Alex Mohring is the Sr. Marketing Manager at Propel. Alex is passionate about finding creative solutions. He is data driven with a deep understanding of digital marketing, and looking for that next product/startup ready for growth.

Top Takeaways

Working Through Disagreements

How do you handle disagreements?

(Be’Anka) We disagree on pretty much everything. For instance, we approach campaigns and ways of setting up Marketo differently. I used to be in Marketo every single day earlier in her career. I have some rigid ideas of how things should be run from naming conventions all the way through to how you're measuring things.

Now I’m not in Marketo every day. That job has been reserved for Alex and his team. When I have an idea about how we should set up scoring, or do more segmentation a certain way, he's already got things in motion that I could be messing up by implementing this new thing.

Alex will be the one to say, “Maybe that's not the best way to do that.” Sometimes he’ll flat out tell me that we can't do that because this specific thing is happening. It’ll be five or ten minutes of us arguing back and forth before settling on something and saying,  “Perfect. Let's do it that way.”

(Alex) She’s not as close to the intricacies that my team deals with. I’ll take her idea and try to think of ways to include it in the framework of the day-to-day operations she’s farther removed from. If we both feel strongly about something we work hard to come to a common ground. When it comes down to it, we both want the best outcome for the organization.

Building a Relationship With the VP and CMO

How does Marketing Ops build relationships with the VP and CMO?

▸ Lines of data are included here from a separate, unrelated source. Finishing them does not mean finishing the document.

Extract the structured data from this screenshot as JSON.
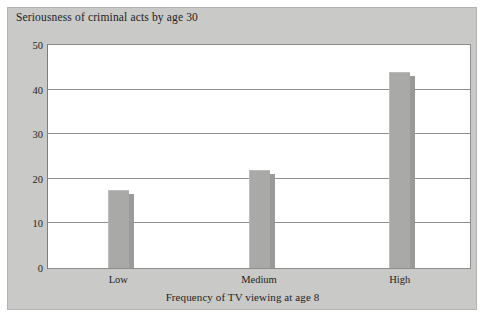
{
  "chart_data": {
    "type": "bar",
    "title": "Seriousness of criminal acts by age 30",
    "xlabel": "Frequency of TV viewing at age 8",
    "ylabel": "",
    "categories": [
      "Low",
      "Medium",
      "High"
    ],
    "values": [
      17.5,
      22,
      44
    ],
    "ylim": [
      0,
      50
    ],
    "yticks": [
      0,
      10,
      20,
      30,
      40,
      50
    ],
    "ytick_labels": [
      "0",
      "10",
      "20",
      "30",
      "40",
      "50"
    ],
    "grid": "horizontal",
    "legend": "none",
    "series": [
      {
        "name": "Seriousness of criminal acts by age 30",
        "values": [
          17.5,
          22,
          44
        ]
      }
    ]
  },
  "style": {
    "panel_background": "#c9c9c7",
    "plot_background": "#ffffff",
    "bar_color": "#a9a9a7",
    "bar_shadow_color": "#9a9a98",
    "gridline_color": "#8e8e8e",
    "text_color": "#1d1d1d"
  }
}
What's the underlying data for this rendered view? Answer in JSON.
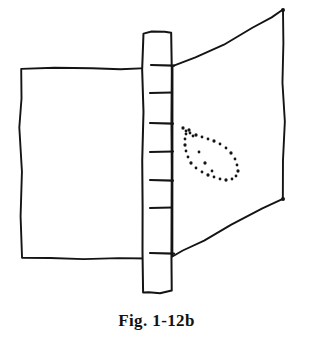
{
  "figure": {
    "caption": "Fig. 1-12b",
    "medium": "hand-drawn ink line sketch",
    "background_color": "#ffffff",
    "ink_color": "#141414",
    "canvas": {
      "width": 313,
      "height": 340
    },
    "drawing_area": {
      "x": 0,
      "y": 0,
      "width": 313,
      "height": 302
    }
  },
  "parts": {
    "left_panel": {
      "name": "left flat rectangular panel",
      "stroke_color": "#141414",
      "stroke_width": 1.9,
      "fill": "none",
      "bounds": {
        "x": 20,
        "y": 68,
        "width": 127,
        "height": 190
      },
      "outline_points": "21,69 54,68 92,68 120,69 147,68 147,110 146,150 147,196 147,235 147,258 118,258 84,259 50,258 22,258 21,216 22,172 20,128 21,98"
    },
    "center_post": {
      "name": "vertical slotted post",
      "stroke_color": "#141414",
      "stroke_width": 2.0,
      "fill": "none",
      "bounds": {
        "x": 142,
        "y": 31,
        "width": 30,
        "height": 262
      },
      "outline_points": "144,33 152,31 165,32 171,33 172,72 171,120 172,168 171,214 172,258 172,291 160,293 149,292 143,292 142,252 143,206 142,160 143,112 142,70",
      "tick_count": 7,
      "ticks": [
        {
          "index": 1,
          "y": 65,
          "x1": 151,
          "x2": 174
        },
        {
          "index": 2,
          "y": 93,
          "x1": 150,
          "x2": 172
        },
        {
          "index": 3,
          "y": 123,
          "x1": 150,
          "x2": 173
        },
        {
          "index": 4,
          "y": 152,
          "x1": 150,
          "x2": 173
        },
        {
          "index": 5,
          "y": 180,
          "x1": 150,
          "x2": 173
        },
        {
          "index": 6,
          "y": 208,
          "x1": 150,
          "x2": 172
        },
        {
          "index": 7,
          "y": 253,
          "x1": 150,
          "x2": 174
        }
      ]
    },
    "right_panel": {
      "name": "right panel drawn in perspective (trapezoid)",
      "stroke_color": "#141414",
      "stroke_width": 1.9,
      "fill": "none",
      "corners": {
        "top_left": {
          "x": 172,
          "y": 66
        },
        "top_right": {
          "x": 283,
          "y": 10
        },
        "bottom_right": {
          "x": 283,
          "y": 199
        },
        "bottom_left": {
          "x": 172,
          "y": 256
        }
      },
      "outline_points": "172,66 196,58 224,44 252,28 272,17 283,10 284,44 283,82 285,122 283,160 283,199 262,208 232,224 204,240 182,251 172,256"
    },
    "dotted_marking": {
      "name": "dotted teardrop contour marking",
      "dot_color": "#141414",
      "dot_radius": 1.4,
      "tip": {
        "x": 183,
        "y": 128
      },
      "wide_end": {
        "x": 238,
        "y": 178
      },
      "dots": [
        [
          183,
          128
        ],
        [
          186,
          131
        ],
        [
          190,
          133
        ],
        [
          196,
          135
        ],
        [
          202,
          137
        ],
        [
          208,
          139
        ],
        [
          214,
          141
        ],
        [
          220,
          144
        ],
        [
          226,
          148
        ],
        [
          231,
          153
        ],
        [
          235,
          159
        ],
        [
          237,
          165
        ],
        [
          238,
          171
        ],
        [
          236,
          176
        ],
        [
          232,
          179
        ],
        [
          226,
          180
        ],
        [
          220,
          179
        ],
        [
          214,
          177
        ],
        [
          208,
          175
        ],
        [
          202,
          172
        ],
        [
          196,
          168
        ],
        [
          191,
          163
        ],
        [
          188,
          157
        ],
        [
          186,
          151
        ],
        [
          185,
          145
        ],
        [
          185,
          139
        ],
        [
          186,
          134
        ],
        [
          189,
          130
        ],
        [
          193,
          136
        ],
        [
          199,
          152
        ],
        [
          205,
          163
        ],
        [
          212,
          171
        ]
      ]
    }
  }
}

(Be’Anka) I love this question a lot because I started at this company a couple years ago as a director of Demand Gen. Alex joined shortly after me. After I was promoted to VP the big difference I noticed is that when I was at the director level, Alex was included pretty much automatically in meetings I would have. If there was a decision making thing that was happening, it wasn't weird for him to be there.

When I was promoted to VP, all of a sudden I found myself in these conversations with the CMO where I wondered why Alex wasn’t there. There’s a weird expectation that the VP has to know everything about every functional area and be able to speak for it. That’s why MOPs should be involved as a resource for VPs when building a relationship with the CMO. Bringing Alex into those conversations ensures faster planning.

A Different Approach to Scoring

You’ve worked on a different approach for new scoring at Propel. Why did you feel the need to take a different approach to scoring in the first place?

(Be’Anka) Buyers are smarter than we give them credit for. Yet companies are very seller specific. We’re used to putting things in place to make sure we can capture data that we can score, which can create friction for users oftentimes just trying to get information.

In the past, all of our content was gated because we needed scoring information and we didn't see another way to get that. It was all about us, us, us.. We started last year to make this shift into what it would look like if we were a company that was more buyer centric and what it took to put them first and their experience first.

How would that buyer-focus approach change how we set up our campaigns, how we distributed content and what channels we use and how we use those channels? That's what started this thought about maybe there are some people coming to us literally just to engage with content. Maybe they're not ready just yet to convert to a sale.

(Alex) We’re looking more strongly at the audience that normally comes from content download and focusing on engaging that audience. We’re not trying to push these people, get to this magical lead score that then they become an MQL and they're forced over to a salesperson. Instead we are focusing on this brand engagement audience, which we're hoping that we can become a more trusted advisor for instead of just trying to sell them something.